A police report titled "Tulsa Area Gangs Summary 2007" showed that 17 out of 64 homicides in the city last year "involved victims and/or suspects that have some type of gang association." Hanley said that on average, approximately 20 percent of Tulsa's homicides involve suspects and/or victims who have ties to a gang.
In other violent crimes for the first 10 months of 2008, police reported 74 gang-related cases involving shooting with intent to kill, two gang-related cases of pointing a deadly weapon and 23 gang-related cases of assault with a deadly weapon.

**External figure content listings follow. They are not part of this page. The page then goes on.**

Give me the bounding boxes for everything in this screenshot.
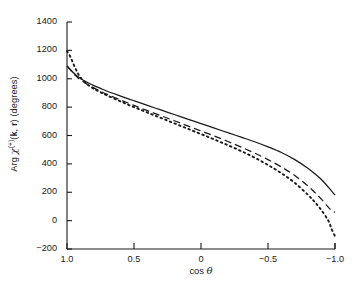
data-series-dotted xyxy=(67,51,335,236)
plot-canvas xyxy=(0,0,362,287)
axis-frame xyxy=(67,22,335,249)
x-axis-ticks xyxy=(67,243,335,249)
data-series-dashed xyxy=(67,66,335,212)
data-series-group xyxy=(67,51,335,236)
scientific-figure: Arg χ(+)(k, r) (degrees) cos θ 140012001… xyxy=(0,0,362,287)
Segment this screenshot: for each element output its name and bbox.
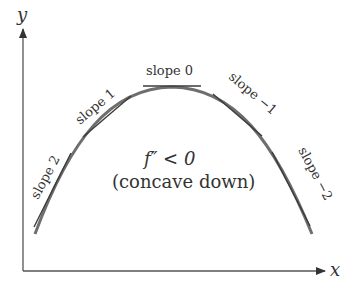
label-slope-2: slope 2 <box>27 153 62 202</box>
label-slope-1: slope 1 <box>72 86 118 128</box>
x-axis-label: x <box>330 259 340 280</box>
concave-down-label: (concave down) <box>112 171 255 192</box>
concavity-diagram: y x slope 2 slope 1 slope 0 slope −1 slo… <box>0 0 356 291</box>
y-axis-label: y <box>16 4 28 25</box>
label-slope-0: slope 0 <box>146 63 193 78</box>
label-slope-neg2: slope −2 <box>295 144 335 202</box>
second-derivative-label: f″ < 0 <box>142 148 195 169</box>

In all of last year, police reported 97 cases of shooting with intent to kill, six incidents of pointing a deadly weapon and 30 cases of assault with a deadly weapon that were attributed to gang members, according to the 2007 gang summary report.
Many of the shootings and assaults are committed against rival gang members.

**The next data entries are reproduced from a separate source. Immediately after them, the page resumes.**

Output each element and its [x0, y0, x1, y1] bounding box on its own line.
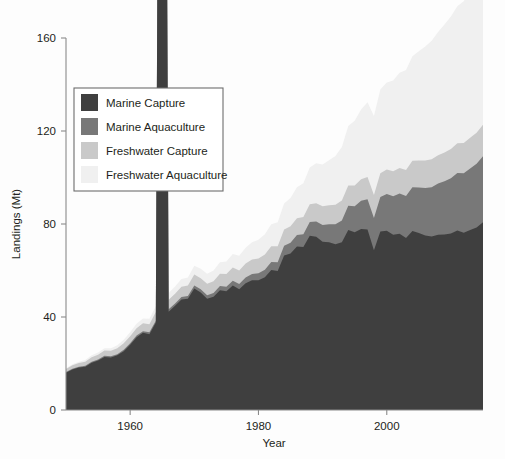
legend-label-marine-aquaculture: Marine Aquaculture [106, 121, 205, 133]
legend-swatch-marine-aquaculture [81, 118, 98, 135]
legend-swatch-marine-capture [81, 94, 98, 111]
y-tick-label: 40 [43, 311, 56, 323]
y-tick-label: 160 [37, 32, 56, 44]
legend-label-freshwater-capture: Freshwater Capture [106, 145, 208, 157]
x-tick-label: 1980 [246, 420, 272, 432]
x-axis-label: Year [262, 437, 285, 449]
x-tick-label: 1960 [117, 420, 143, 432]
stacked-area-chart: 04080120160 196019802000 Landings (Mt) Y… [0, 0, 505, 459]
chart-figure: 04080120160 196019802000 Landings (Mt) Y… [0, 0, 505, 459]
chart-legend: Marine CaptureMarine AquacultureFreshwat… [74, 88, 227, 191]
y-tick-label: 0 [50, 404, 56, 416]
legend-label-marine-capture: Marine Capture [106, 97, 185, 109]
y-tick-label: 80 [43, 218, 56, 230]
legend-label-freshwater-aquaculture: Freshwater Aquaculture [106, 169, 227, 181]
x-tick-label: 2000 [374, 420, 400, 432]
y-axis-label: Landings (Mt) [10, 189, 22, 259]
legend-swatch-freshwater-aquaculture [81, 166, 98, 183]
legend-swatch-freshwater-capture [81, 142, 98, 159]
y-tick-label: 120 [37, 125, 56, 137]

"If you are keeping yourself out of that lifestyle, the chances of having something happen to you are severely reduced," Larkin said. Much of the violence is "retaliation shootings," which occur when a gang member shoots someone in a rival gang because the person feels "disrespected," he said.
Police are seeing an increasing number of females joining gangs, he said. Female recruits function as "facilitators" because they often have jobs and can obtain homes more easily than male gang members with criminal records.
"They have the apartments and houses where gang members hide out," Larkin said.
Another trend is "hybrid gangs," which are two or more gangs working together, usually in some criminal activity. Parents can play an active role in preventing and combating much of the violence that is linked to gangs, Larkin said. "Parents need to take an interest in the kids' lives and set examples for them," he said. "The kids need to be pushed to participate in other activities, such as Boy Scouts and sports. These type of activities offer the kids something else to do besides being out on the streets with the gang."